Retrospective: Interview with Howard Zinn
January 29, 2010 12:00 am Leave your thoughtsThe radical historian and activist Howard Zinn died this week aged 87. In 2008, he gave this interview with London Progressive Journal’s Daniel Pye.
DP: Much of your life’s work has been dedicated to the study of unorthodox history, told from the point of view of those who lived it. From reading many of your books and speeches it is clear you abhor the idea of “objectivity” which accompanies official narratives of history espoused by many scholars and other public figures. You wrote that “there’s no such thing as a pure fact, innocent of interpretation. Behind every fact presented to the world by a teacher, writer, anyone, is a judgment.” Could you elaborate on what exactly you mean by this?
HZ: Every presentation of history, indeed of any phenomena, must inevitably be a selection out of an infinite amount of data. Any writer, any speaker, will select, or omit, depening on his or her point of view. So the presentation of history is always subjective. The important thing is to know your point of view, to be conscious of your criteria for selection, and to be honest about it with your readers, your listeners.
I agree that “you can’t be neutral on a moving train” but I fear that the most pervasive political discourses – those used to perpetuate the notion of an eternal war between the “good” and the “bad” currently under the mantra of the “War on Terrorism” – have such a vast and influential network of (official and unofficial, informed and ignorant) public relations counsels that alternative sources of information are being sidelined more than ever. Your books are written with an air of hope, what do you think is the hope of the next generation of political activists and forgotten peoples of the world?
The hope lies in the fact that the truth, even with less powerful means of communication, has a special power. Deceptions and lies have a short life, they are eventually found out. The truth has a solidity which eventually wins out. Hope lies in the historical experience, where goups have always felt powerless and yet at certain points in history have overcome the apparently unassailable power of the establishment. We’ve seen corporations give in to strikers, dictators flee their countries, govenments unable to carry on wars, because their power rests on the consent of the people, and when this consent is withdrawn, when workers strike, soldiers desert, consumers stop buying, they are powerless.
You have recently narrated a new book (A People’s History of American Empire) that deals with US expansionism from the genocide of the indigenous tribes, to the attacks of September 11th and beyond. Could you tell the readers a little about this project and the content of the book?
The idea behind this “graphic” book is to reach people who are put off by a huge history book of just words, to appeal to a generation more accustomed to visual stimuli, to reach younger people and others who have not read my work. The book tries to make up for the nationalistic history taught in our schools, the super-patriotic glossing over the violent interventions in other countries, and to give an honest account of the long history of American imperialism, from its expulsion of native Americans from their lands to the overseas interventions of the last hundred years.
What are your opinions of the anti-war movement in the US and around the world? For example, do you generally believe that anti-war groups are effectively organising and putting pressure on the “right people”?
Organising always looks ineffective before it wins. There are no special tactics required, no magically new approaches, not a question of reaching the “right people”. If people persist, if their movement reaches a critical point where it creates a disruption in the normal workings of society, then the “right people”, fearful of the worst, will yield.
I know you’re a historian by trade and not a fortune teller, but I’m reminded that it’s a poor sort of memory which only works backwards. Can you offer any predictions for what will change (or not) concerning the US and its role in the world if Obama, Clinton, or McCain are elected along with their swarms of advisers and influential backers in the corporate-military world?
None of the major candidates will solve the fundamental problems facing our country. Only an energized, persistent, risk-taking, disobedient social movement can do that.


• _What you are asked to do_
Scan the listing below for the word "live" and copy every line that has it.

• _Given records_
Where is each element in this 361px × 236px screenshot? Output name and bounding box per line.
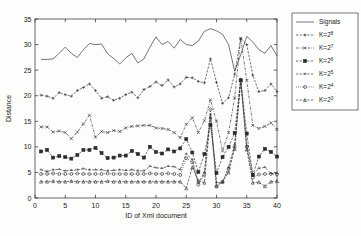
x-tick-label: 40: [273, 202, 281, 209]
axes-group: [35, 19, 277, 198]
data-marker: [70, 157, 73, 160]
data-marker: [173, 172, 176, 175]
x-axis-title: ID of Xml document: [125, 212, 187, 219]
series-line: [41, 80, 277, 175]
data-marker: [112, 180, 115, 183]
data-marker: [82, 148, 85, 151]
axis-labels-group: 051015202530354005101520253035ID of Xml …: [5, 16, 281, 219]
data-marker: [263, 147, 266, 150]
data-marker: [227, 145, 230, 148]
data-marker: [203, 153, 206, 156]
y-tick-label: 35: [24, 16, 32, 23]
data-marker: [148, 145, 151, 148]
data-marker: [46, 148, 49, 151]
plot-frame: [35, 19, 277, 198]
data-marker: [257, 155, 260, 158]
y-tick-label: 15: [24, 118, 32, 125]
series-4: [40, 78, 279, 183]
x-tick-label: 20: [152, 202, 160, 209]
data-marker: [191, 151, 194, 154]
x-tick-label: 0: [33, 202, 37, 209]
data-series-group: [40, 29, 279, 190]
data-marker: [179, 147, 182, 150]
series-line: [41, 38, 277, 151]
data-marker: [112, 156, 115, 159]
x-tick-label: 15: [122, 202, 130, 209]
x-tick-label: 30: [213, 202, 221, 209]
x-tick-label: 35: [243, 202, 251, 209]
series-2: [40, 37, 279, 153]
data-marker: [269, 180, 272, 183]
data-marker: [161, 180, 164, 183]
data-marker: [94, 146, 97, 149]
data-marker: [142, 156, 145, 159]
data-marker: [40, 150, 43, 153]
data-marker: [221, 156, 224, 159]
legend-label: Signals: [319, 18, 341, 26]
y-tick-label: 5: [28, 169, 32, 176]
series-1: [40, 37, 279, 105]
chart-legend[interactable]: SignalsK=28K=27K=26K=25K=24K=23: [292, 13, 358, 110]
data-marker: [124, 180, 127, 183]
data-marker: [76, 180, 79, 183]
data-marker: [118, 154, 121, 157]
data-marker: [58, 180, 61, 183]
data-marker: [136, 153, 139, 156]
data-marker: [269, 150, 272, 153]
y-tick-label: 30: [24, 41, 32, 48]
data-marker: [185, 157, 188, 160]
data-marker: [155, 150, 158, 153]
data-marker: [173, 150, 176, 153]
series-line: [41, 29, 277, 71]
data-marker: [167, 148, 170, 151]
data-marker: [64, 156, 67, 159]
y-axis-title: Distance: [5, 95, 12, 122]
data-marker: [276, 155, 279, 158]
x-tick-label: 10: [92, 202, 100, 209]
y-tick-label: 10: [24, 143, 32, 150]
x-tick-label: 25: [182, 202, 190, 209]
series-line: [41, 38, 277, 103]
data-marker: [88, 148, 91, 151]
data-marker: [76, 154, 79, 157]
chart-canvas: 051015202530354005101520253035ID of Xml …: [0, 0, 361, 236]
data-marker: [124, 154, 127, 157]
y-tick-label: 25: [24, 67, 32, 74]
data-marker: [106, 157, 109, 160]
data-marker: [197, 170, 200, 173]
data-marker: [304, 60, 307, 63]
data-marker: [52, 156, 55, 159]
y-tick-label: 0: [28, 195, 32, 202]
y-tick-label: 20: [24, 92, 32, 99]
figure-container: 051015202530354005101520253035ID of Xml …: [0, 0, 361, 236]
data-marker: [257, 181, 260, 184]
data-marker: [94, 180, 97, 183]
series-0: [41, 29, 277, 71]
data-marker: [142, 180, 145, 183]
data-marker: [161, 152, 164, 155]
data-marker: [94, 172, 97, 175]
x-tick-label: 5: [63, 202, 67, 209]
data-marker: [58, 155, 61, 158]
data-marker: [185, 138, 188, 141]
data-marker: [100, 151, 103, 154]
data-marker: [130, 149, 133, 152]
series-3: [40, 79, 279, 177]
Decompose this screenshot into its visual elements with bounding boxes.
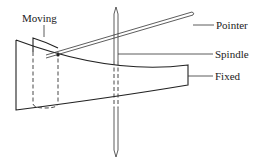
- label-fixed: Fixed: [215, 70, 241, 82]
- pointer-edge-bottom: [46, 15, 193, 58]
- pointer-tip: [192, 12, 194, 15]
- label-moving: Moving: [22, 12, 57, 24]
- spindle: [114, 7, 118, 157]
- label-pointer: Pointer: [216, 19, 248, 31]
- fixed-vane-outline: [16, 40, 188, 110]
- pointer-edge-top: [46, 12, 192, 55]
- vane-pivot-dot: [56, 53, 59, 56]
- moving-vane: [33, 38, 58, 108]
- instrument-diagram: Moving Pointer Spindle Fixed: [0, 0, 261, 167]
- spindle-bottom: [114, 108, 118, 157]
- label-spindle: Spindle: [215, 48, 249, 60]
- fixed-vane: [16, 40, 188, 110]
- pointer: [46, 12, 194, 58]
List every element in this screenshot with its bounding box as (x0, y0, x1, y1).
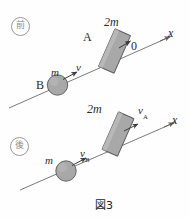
ball-after-velocity-label: vB (80, 148, 89, 162)
block-after (102, 112, 134, 156)
x-axis-label-top: x (168, 27, 173, 39)
phase-badge-before: 前 (11, 17, 30, 36)
phase-badge-after: 後 (10, 137, 29, 156)
ball-B-mass-label: m (51, 67, 59, 78)
incline-line-bottom (20, 122, 176, 190)
block-A (98, 29, 130, 73)
figure-caption: 図3 (95, 196, 113, 212)
block-A-velocity-label: 0 (131, 40, 137, 52)
ball-B-highlight (49, 77, 58, 86)
block-A-mass-label: 2m (104, 16, 119, 28)
ball-B-velocity-label: v (76, 62, 81, 73)
physics-figure: 前 2m A 0 x m B v 後 2m vA x m vB 図3 (0, 0, 190, 218)
velocity-arrow-ball-B (63, 72, 77, 80)
ball-after-mass-label: m (45, 155, 53, 166)
block-A-name-label: A (83, 31, 92, 43)
x-axis-label-bottom: x (172, 114, 177, 126)
velocity-subscript: A (143, 113, 148, 120)
panel-after (20, 112, 176, 190)
block-after-velocity-label: vA (138, 105, 148, 119)
velocity-subscript: B (85, 156, 90, 163)
incline-line-top (9, 36, 172, 108)
block-after-mass-label: 2m (87, 103, 102, 115)
ball-after-highlight (58, 163, 67, 172)
ball-B-name-label: B (36, 79, 44, 91)
ball-after (56, 161, 76, 181)
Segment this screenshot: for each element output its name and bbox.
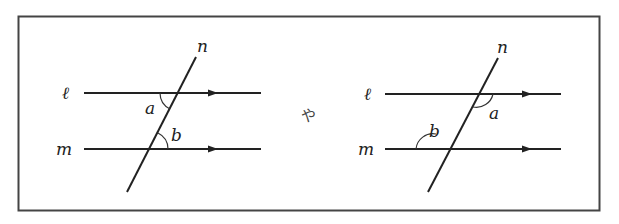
label-a: a — [145, 98, 155, 118]
arrow-m — [208, 146, 218, 153]
alternate-angles-figure: ℓ m n a b や ℓ m n a b — [0, 0, 619, 224]
left-diagram: ℓ m n a b — [56, 36, 261, 192]
label-b: b — [171, 125, 182, 145]
label-m: m — [358, 139, 374, 159]
arrow-l — [208, 90, 218, 97]
arrow-l — [522, 91, 532, 98]
label-n: n — [497, 37, 508, 57]
label-a: a — [489, 103, 499, 123]
label-l: ℓ — [364, 84, 371, 104]
label-l: ℓ — [62, 83, 69, 103]
angle-arc-a — [160, 93, 170, 109]
label-m: m — [56, 139, 72, 159]
transversal-n — [127, 57, 196, 192]
label-b: b — [429, 121, 440, 141]
angle-arc-b — [158, 133, 168, 149]
right-diagram: ℓ m n a b — [358, 37, 561, 192]
arrow-m — [522, 146, 532, 153]
separator-text: や — [301, 107, 316, 125]
label-n: n — [197, 36, 208, 56]
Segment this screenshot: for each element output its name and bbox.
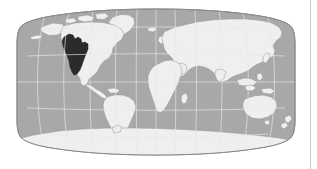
world-map-figure: [0, 0, 317, 169]
figure-right-border: [310, 0, 311, 169]
world-map-svg: [14, 6, 298, 158]
map-canvas: [14, 6, 298, 158]
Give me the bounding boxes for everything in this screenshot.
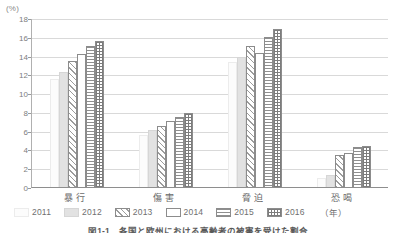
legend-item-2011[interactable]: 2011 bbox=[14, 207, 51, 217]
bar-暴行-2012 bbox=[59, 72, 68, 187]
bar-傷害-2015 bbox=[175, 117, 184, 187]
bar-group-傷害 bbox=[121, 19, 210, 187]
bar-脅迫-2011 bbox=[228, 62, 237, 187]
y-tick-label: 14 bbox=[6, 52, 28, 61]
bar-恐喝-2011 bbox=[317, 178, 326, 187]
legend-item-2014[interactable]: 2014 bbox=[166, 207, 204, 217]
legend-label: 2011 bbox=[32, 207, 51, 217]
plot-area bbox=[31, 19, 388, 188]
bar-恐喝-2016 bbox=[362, 146, 371, 187]
legend-label: 2016 bbox=[285, 207, 305, 217]
y-tick-mark bbox=[28, 150, 31, 151]
figure-caption: 図1-1 各国と欧州における高齢者の被害を受けた割合 bbox=[0, 224, 396, 233]
bar-脅迫-2012 bbox=[237, 57, 246, 188]
y-tick-label: 6 bbox=[6, 127, 28, 136]
bar-group-暴行 bbox=[32, 19, 121, 187]
y-tick-label: 12 bbox=[6, 71, 28, 80]
bar-脅迫-2014 bbox=[255, 53, 264, 187]
y-tick-label: 2 bbox=[6, 165, 28, 174]
y-tick-label: 4 bbox=[6, 146, 28, 155]
legend-swatch-2013-icon bbox=[115, 208, 130, 217]
bar-傷害-2011 bbox=[139, 135, 148, 187]
legend-swatch-2015-icon bbox=[216, 208, 231, 217]
category-label-暴行: 暴行 bbox=[31, 191, 120, 204]
y-tick-mark bbox=[28, 57, 31, 58]
y-tick-mark bbox=[28, 169, 31, 170]
legend-item-2012[interactable]: 2012 bbox=[64, 207, 102, 217]
legend-swatch-2011-icon bbox=[14, 208, 29, 217]
legend-label: 2012 bbox=[82, 207, 102, 217]
legend-item-2015[interactable]: 2015 bbox=[216, 207, 254, 217]
category-label-傷害: 傷害 bbox=[120, 191, 209, 204]
y-tick-label: 8 bbox=[6, 108, 28, 117]
chart-figure: (%) 024681012141618 暴行傷害脅迫恐喝 20112012201… bbox=[0, 0, 396, 233]
y-tick-label: 10 bbox=[6, 90, 28, 99]
legend-item-2013[interactable]: 2013 bbox=[115, 207, 153, 217]
legend-swatch-2014-icon bbox=[166, 208, 181, 217]
bar-恐喝-2014 bbox=[344, 153, 353, 187]
bar-恐喝-2013 bbox=[335, 155, 344, 187]
bar-脅迫-2016 bbox=[273, 29, 282, 187]
bar-脅迫-2015 bbox=[264, 37, 273, 187]
category-label-脅迫: 脅迫 bbox=[210, 191, 299, 204]
bar-暴行-2015 bbox=[86, 46, 95, 187]
bar-脅迫-2013 bbox=[246, 46, 255, 187]
y-tick-label: 18 bbox=[6, 15, 28, 24]
bar-恐喝-2015 bbox=[353, 147, 362, 187]
bar-傷害-2012 bbox=[148, 130, 157, 187]
y-tick-mark bbox=[28, 38, 31, 39]
chart-legend: 201120122013201420152016（年） bbox=[14, 205, 384, 219]
legend-swatch-2016-icon bbox=[267, 208, 282, 217]
y-tick-mark bbox=[28, 94, 31, 95]
bar-傷害-2013 bbox=[157, 126, 166, 187]
y-tick-mark bbox=[28, 113, 31, 114]
bar-group-恐喝 bbox=[300, 19, 389, 187]
y-axis-unit-label: (%) bbox=[6, 4, 19, 13]
legend-item-2016[interactable]: 2016 bbox=[267, 207, 305, 217]
y-tick-mark bbox=[28, 19, 31, 20]
bar-暴行-2014 bbox=[77, 54, 86, 187]
bar-暴行-2013 bbox=[68, 61, 77, 187]
bar-恐喝-2012 bbox=[326, 175, 335, 187]
y-tick-mark bbox=[28, 132, 31, 133]
y-tick-label: 0 bbox=[6, 184, 28, 193]
legend-year-note: （年） bbox=[320, 206, 347, 218]
y-tick-mark bbox=[28, 188, 31, 189]
category-label-恐喝: 恐喝 bbox=[299, 191, 388, 204]
bar-group-脅迫 bbox=[211, 19, 300, 187]
bar-暴行-2016 bbox=[95, 41, 104, 187]
legend-label: 2015 bbox=[234, 207, 254, 217]
bar-傷害-2014 bbox=[166, 121, 175, 187]
legend-swatch-2012-icon bbox=[64, 208, 79, 217]
y-tick-label: 16 bbox=[6, 33, 28, 42]
y-tick-mark bbox=[28, 75, 31, 76]
bar-傷害-2016 bbox=[184, 113, 193, 187]
legend-label: 2013 bbox=[133, 207, 153, 217]
bar-groups bbox=[32, 19, 388, 187]
legend-label: 2014 bbox=[184, 207, 204, 217]
bar-暴行-2011 bbox=[50, 79, 59, 187]
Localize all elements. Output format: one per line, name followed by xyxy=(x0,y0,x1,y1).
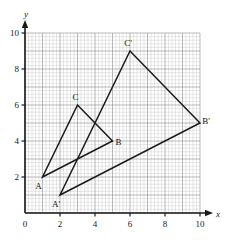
y-tick-label-2: 2 xyxy=(15,172,20,182)
major-gridlines xyxy=(25,33,200,213)
x-tick-label-6: 6 xyxy=(128,219,133,229)
axes xyxy=(22,20,213,216)
y-tick-label-10: 10 xyxy=(10,28,20,38)
x-tick-label-2: 2 xyxy=(58,219,63,229)
y-tick-label-8: 8 xyxy=(15,64,20,74)
x-tick-label-10: 10 xyxy=(196,219,206,229)
y-tick-label-4: 4 xyxy=(15,136,20,146)
y-tick-label-6: 6 xyxy=(15,100,20,110)
vertex-label-C-prime: C' xyxy=(124,38,132,48)
vertex-label-B-prime: B' xyxy=(202,116,210,126)
vertex-label-C: C xyxy=(72,92,78,102)
vertex-labels: ABCA'B'C' xyxy=(35,38,210,209)
graph-figure: 0246810246810 ABCA'B'C' xy xyxy=(0,0,230,240)
x-tick-label-8: 8 xyxy=(163,219,168,229)
y-axis-title: y xyxy=(23,9,28,19)
vertex-label-A-prime: A' xyxy=(52,199,60,209)
x-tick-label-0: 0 xyxy=(23,219,28,229)
axis-ticks xyxy=(22,33,201,217)
x-axis-title: x xyxy=(215,209,220,219)
coordinate-plane: 0246810246810 ABCA'B'C' xy xyxy=(0,0,230,240)
vertex-label-A: A xyxy=(35,181,42,191)
x-tick-label-4: 4 xyxy=(93,219,98,229)
vertex-label-B: B xyxy=(115,137,121,147)
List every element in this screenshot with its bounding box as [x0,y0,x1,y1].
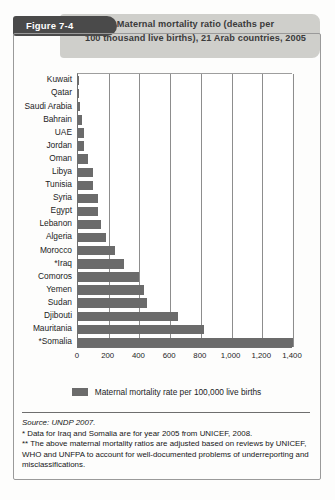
gridline [170,74,171,347]
bar [78,259,124,268]
x-axis-tick-label: 800 [193,351,206,360]
bar-chart: KuwaitQatarSaudi ArabiaBahrainUAEJordanO… [13,70,320,360]
bar [78,89,79,98]
y-axis-label: Bahrain [43,113,72,125]
bar [78,76,79,85]
bar [78,181,93,190]
gridline [262,74,263,347]
figure-number-label: Figure 7-4 [13,16,117,31]
gridline [293,74,294,347]
y-axis-label: Lebanon [39,217,72,229]
bar [78,102,80,111]
x-axis-ticks: 02004006008001,0001,2001,400 [77,351,307,365]
chart-legend: Maternal mortality rate per 100,000 live… [13,385,320,399]
y-axis-label: Algeria [46,230,72,242]
figure-footer: Source: UNDP 2007. * Data for Iraq and S… [22,418,314,471]
bar [78,168,93,177]
y-axis-label: Qatar [51,86,72,98]
footer-note-1: * Data for Iraq and Somalia are for year… [22,429,314,440]
y-axis-label: Mauritania [33,322,72,334]
y-axis-label: Jordan [46,139,72,151]
bar [78,298,147,307]
legend-label: Maternal mortality rate per 100,000 live… [95,387,261,397]
plot-area [77,73,292,348]
bar [78,312,178,321]
y-axis-label: Libya [52,165,72,177]
x-axis-tick-label: 0 [75,351,79,360]
x-axis-tick-label: 1,200 [252,351,272,360]
y-axis-label: Egypt [51,204,72,216]
x-axis-tick-label: 200 [101,351,114,360]
y-axis-label: Syria [53,191,72,203]
bar [78,115,82,124]
bar [78,246,115,255]
bar [78,220,101,229]
y-axis-label: Saudi Arabia [25,100,73,112]
y-axis-label: Yemen [46,283,72,295]
y-axis-label: Comoros [38,270,72,282]
bar [78,285,144,294]
y-axis-label: *Somalia [38,335,72,347]
gridline [201,74,202,347]
x-axis-tick-label: 400 [132,351,145,360]
y-axis-label: Tunisia [45,178,72,190]
y-axis-label: UAE [55,126,72,138]
x-axis-tick-label: 600 [163,351,176,360]
y-axis-label: *Iraq [54,257,72,269]
y-axis-labels: KuwaitQatarSaudi ArabiaBahrainUAEJordanO… [13,70,75,348]
x-axis-tick-label: 1,000 [221,351,241,360]
legend-swatch [72,388,88,396]
y-axis-label: Morocco [40,244,72,256]
y-axis-label: Djibouti [44,309,72,321]
bar [78,194,98,203]
bar [78,272,139,281]
bar [78,154,88,163]
bar [78,141,84,150]
gridline [232,74,233,347]
bar [78,128,84,137]
bar [78,338,293,347]
bar [78,325,204,334]
y-axis-label: Kuwait [47,73,72,85]
y-axis-label: Sudan [48,296,72,308]
bar [78,233,106,242]
footer-divider [22,412,310,413]
footer-source: Source: UNDP 2007. [22,418,314,429]
y-axis-label: Oman [49,152,72,164]
x-axis-tick-label: 1,400 [282,351,302,360]
footer-note-2: ** The above maternal mortality ratios a… [22,439,314,471]
bar [78,207,98,216]
figure-title-line1: Maternal mortality ratio (deaths per [117,19,274,29]
figure-page: Maternal mortality ratio (deaths per 100… [0,0,335,500]
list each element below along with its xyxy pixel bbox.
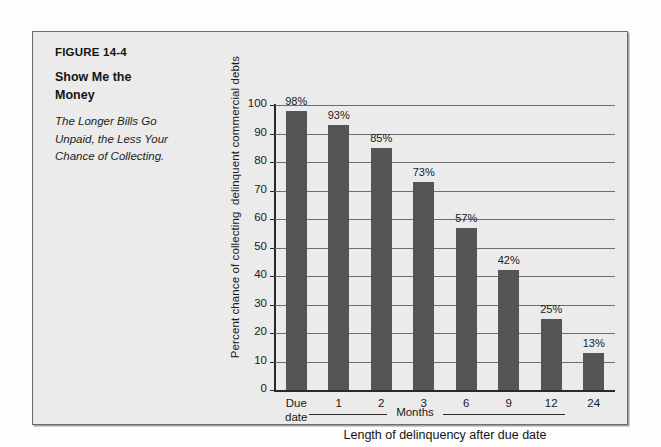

• _Response below_
chart-legend: Maternal mortality rate per 100,000 live… [13,385,320,399]
legend-label: Maternal mortality rate per 100,000 live… [95,387,261,397]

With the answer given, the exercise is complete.